Joan Albaigés on the Importance of Response Protocols in Oil Spills
Special Topic of Oil Spills Interview, October 2010
The majority of your highly cited papers are about either the Prestige spill or the Aegean Sea spill. Why are these spills in particular so significant?
The northwest Spanish coast is exposed to heavy tankers' traffic and to very rough weather in several periods of the year, particularly during winter. Consequently, the risk of accidental oil spills is moderate. Moreover, the Galicia coastal ecosystem is one of the primary producers of mussels worldwide, so oiling of the marine rope systems used to grow the mussels, or just any loss of water quality, may have significant detrimental effects.
In this context, the Aegean Sea and Prestige oil spills have been the most important accidents that occurred in the area during the last 20 years and attracted an exceptionally high level of public attention and concern due to the large extension of the areas affected, and the perceived high ecological and socioeconomic impacts.
In December 1992, after several days of severe weather conditions, the tanker Aegean Sea ran aground off La Coruña harbor, on the Galician coast (northwest Spain). The tanker was transporting 79,000 tons of the relatively light Brent crude oil (North Sea) from Sulloe Voe to La Coruña refinery. The first rescue operations were unsuccessful and in a short time the ship broke in two and caught fire. For five days the tanker was leaking and burning oil.
"A detailed understanding of the fate of an oil spill is essential in order to foresee the extension of the environmental damage and to develop effective restoration strategies"
However, from the combined effects of severe weather and fire the amount of oil which affected the coastal area was only around 10% of the cargo. The winds and sea currents drove the spilled oil and the combustion products towards the northeast, rather far from the wreck point.
Ten years later (November 2002), another accident occurred, in this case involving the single hull tanker Prestige, carrying 77,000 tons of heavy fuel-oil. The tanker suffered a severe structural failure of the starboard cargo tanks 30 miles off the Galician coast and started to leak oil.
After six days of erratic towing along the coast, the tanker broke in two and sunk at the Galicia Bank (3,800 m depth, 150 miles offshore). The winds and sea currents drove the patches of about 60,000 tons of emulsified oil towards the shore, affecting more than 800 km of the northwest Spanish coast.
Apart from the current technical activities derived from the response systems, involving operational forecasting, risk and damage assessment, restoration measures, and environmental monitoring, these accidents deserved a major interest from the scientific point of view.
In the case of the Aegean Sea, the combination of a light crude oil with the combustion products provided a unique case for the study of the fate of different types of hydrocarbons in the marine environment. The Prestige spill was unique in the sense that heavy oil was dispersed at sea in a very large area, drifting for more than six months, and most of it leaking from a wreck at high water depth. The burial of oil at several meters on sandy beaches posed an unforeseen challenge to the clean-up operations (Environ. Sci. Technol., 43: 2470, 2009).
What do you hope we have learned from past spills to be able to apply to current/future spills?
A major lesson learned from past accidental spills is that besides the initial high emotional impact on the society and the immediate economic consequences, both by the impact on fishing activities and the cost of the remediation operations, the marine environment is able to recover in a rather short period of time if the response is produced according to well-established protocols. In this respect, the use of adequate clean-up operations is crucial.
In general, when the oil is removed, the levels of hydrocarbons in marine biota go to background in less than six to eight months and the environment is steadily re-populated with the damaged species in one to two years.
Nowadays, the methodologies for assessing the sources and fate of petroleum hydrocarbons in the marine environment are robust enough to support the response mechanisms and decision-making systems, enabling the adoption of best operational practices.
Joan Albaigés, Ph.D.
Department of Environmental Chemistry
CSIC
Barcelona, Spain
KEYWORDS: GEOCHEMICAL PROCESSES, OFF-SHORE OIL EXPLORATION, ENVIRONMENTAL IMPACT, TOURISM, SURVEILLANCE SYSTEM, GCMS FINGERPRINTING TECHNIQUES, IXTOC, METULA, AEGEAN SEA, PRESTIGE, MARINE POLLUTION MONITORING PROGRAMS, OIL SPILL FATE, RESTORATION STRATEGIES, DISPERSION, DISSOLUTION, COMPOSITION, CONCENTRATION, SOLUBLE FRACTION, AROMATIC HYDROCARBONS, BEACH OILING, CONTINENTAL SHELF, WILD BIVALVES, SEDIMENTS, TANKER TRAFFIC, ROUGH WEATHER, NORTHWEST SPANISH COAST, MUSSELS, CLEAN-UP OPERATIONS.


TASK DIRECTIONS —
Could you print every record below exactly as written?

Stored items from a collection
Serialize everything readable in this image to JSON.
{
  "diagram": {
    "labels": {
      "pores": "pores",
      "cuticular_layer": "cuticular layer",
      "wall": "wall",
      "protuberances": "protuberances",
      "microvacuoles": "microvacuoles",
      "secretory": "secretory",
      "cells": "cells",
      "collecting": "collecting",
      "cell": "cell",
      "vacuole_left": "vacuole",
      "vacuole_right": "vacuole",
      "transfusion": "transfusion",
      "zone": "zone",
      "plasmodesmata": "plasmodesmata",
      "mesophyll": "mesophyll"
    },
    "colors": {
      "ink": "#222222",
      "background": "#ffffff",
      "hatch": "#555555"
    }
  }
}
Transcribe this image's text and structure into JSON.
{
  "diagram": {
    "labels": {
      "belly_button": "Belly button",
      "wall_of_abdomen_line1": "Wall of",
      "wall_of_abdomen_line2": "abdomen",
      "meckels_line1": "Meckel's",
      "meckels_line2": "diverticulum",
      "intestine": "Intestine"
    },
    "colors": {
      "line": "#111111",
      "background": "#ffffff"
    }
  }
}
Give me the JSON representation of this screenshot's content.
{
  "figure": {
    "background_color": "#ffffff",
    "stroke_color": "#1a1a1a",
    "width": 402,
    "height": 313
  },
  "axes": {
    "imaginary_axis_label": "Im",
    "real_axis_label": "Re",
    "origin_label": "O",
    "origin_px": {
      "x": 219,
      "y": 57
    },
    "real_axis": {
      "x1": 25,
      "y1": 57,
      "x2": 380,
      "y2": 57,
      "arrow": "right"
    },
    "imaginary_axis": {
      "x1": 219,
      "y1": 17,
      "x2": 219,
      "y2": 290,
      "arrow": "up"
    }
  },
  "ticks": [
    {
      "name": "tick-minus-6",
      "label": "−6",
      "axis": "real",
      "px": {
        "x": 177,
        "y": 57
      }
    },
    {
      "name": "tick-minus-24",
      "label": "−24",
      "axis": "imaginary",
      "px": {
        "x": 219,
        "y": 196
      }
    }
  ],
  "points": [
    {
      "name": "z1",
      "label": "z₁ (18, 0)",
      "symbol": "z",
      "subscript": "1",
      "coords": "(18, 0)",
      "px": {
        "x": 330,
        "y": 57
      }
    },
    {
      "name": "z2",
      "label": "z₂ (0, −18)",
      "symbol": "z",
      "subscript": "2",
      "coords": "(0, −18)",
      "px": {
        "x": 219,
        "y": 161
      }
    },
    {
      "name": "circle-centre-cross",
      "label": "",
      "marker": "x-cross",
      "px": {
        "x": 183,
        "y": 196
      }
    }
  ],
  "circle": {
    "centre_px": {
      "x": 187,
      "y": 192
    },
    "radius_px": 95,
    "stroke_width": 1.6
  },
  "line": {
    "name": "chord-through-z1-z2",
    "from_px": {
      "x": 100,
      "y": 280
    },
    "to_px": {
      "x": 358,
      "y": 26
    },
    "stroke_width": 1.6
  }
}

ANSWER TO THIS EXERCISE —
Serialize everything readable in this image to JSON.
{
  "diagram": {
    "labels": {
      "pores": "pores",
      "cuticular_layer": "cuticular layer",
      "wall": "wall",
      "protuberances": "protuberances",
      "microvacuoles": "microvacuoles",
      "secretory": "secretory",
      "cells": "cells",
      "collecting": "collecting",
      "cell": "cell",
      "vacuole_left": "vacuole",
      "vacuole_right": "vacuole",
      "transfusion": "transfusion",
      "zone": "zone",
      "plasmodesmata": "plasmodesmata",
      "mesophyll": "mesophyll"
    },
    "colors": {
      "ink": "#222222",
      "background": "#ffffff",
      "hatch": "#555555"
    }
  }
}
Transcribe this image's text and structure into JSON.
{
  "diagram": {
    "labels": {
      "belly_button": "Belly button",
      "wall_of_abdomen_line1": "Wall of",
      "wall_of_abdomen_line2": "abdomen",
      "meckels_line1": "Meckel's",
      "meckels_line2": "diverticulum",
      "intestine": "Intestine"
    },
    "colors": {
      "line": "#111111",
      "background": "#ffffff"
    }
  }
}
Give me the JSON representation of this screenshot's content.
{
  "figure": {
    "background_color": "#ffffff",
    "stroke_color": "#1a1a1a",
    "width": 402,
    "height": 313
  },
  "axes": {
    "imaginary_axis_label": "Im",
    "real_axis_label": "Re",
    "origin_label": "O",
    "origin_px": {
      "x": 219,
      "y": 57
    },
    "real_axis": {
      "x1": 25,
      "y1": 57,
      "x2": 380,
      "y2": 57,
      "arrow": "right"
    },
    "imaginary_axis": {
      "x1": 219,
      "y1": 17,
      "x2": 219,
      "y2": 290,
      "arrow": "up"
    }
  },
  "ticks": [
    {
      "name": "tick-minus-6",
      "label": "−6",
      "axis": "real",
      "px": {
        "x": 177,
        "y": 57
      }
    },
    {
      "name": "tick-minus-24",
      "label": "−24",
      "axis": "imaginary",
      "px": {
        "x": 219,
        "y": 196
      }
    }
  ],
  "points": [
    {
      "name": "z1",
      "label": "z₁ (18, 0)",
      "symbol": "z",
      "subscript": "1",
      "coords": "(18, 0)",
      "px": {
        "x": 330,
        "y": 57
      }
    },
    {
      "name": "z2",
      "label": "z₂ (0, −18)",
      "symbol": "z",
      "subscript": "2",
      "coords": "(0, −18)",
      "px": {
        "x": 219,
        "y": 161
      }
    },
    {
      "name": "circle-centre-cross",
      "label": "",
      "marker": "x-cross",
      "px": {
        "x": 183,
        "y": 196
      }
    }
  ],
  "circle": {
    "centre_px": {
      "x": 187,
      "y": 192
    },
    "radius_px": 95,
    "stroke_width": 1.6
  },
  "line": {
    "name": "chord-through-z1-z2",
    "from_px": {
      "x": 100,
      "y": 280
    },
    "to_px": {
      "x": 358,
      "y": 26
    },
    "stroke_width": 1.6
  }
}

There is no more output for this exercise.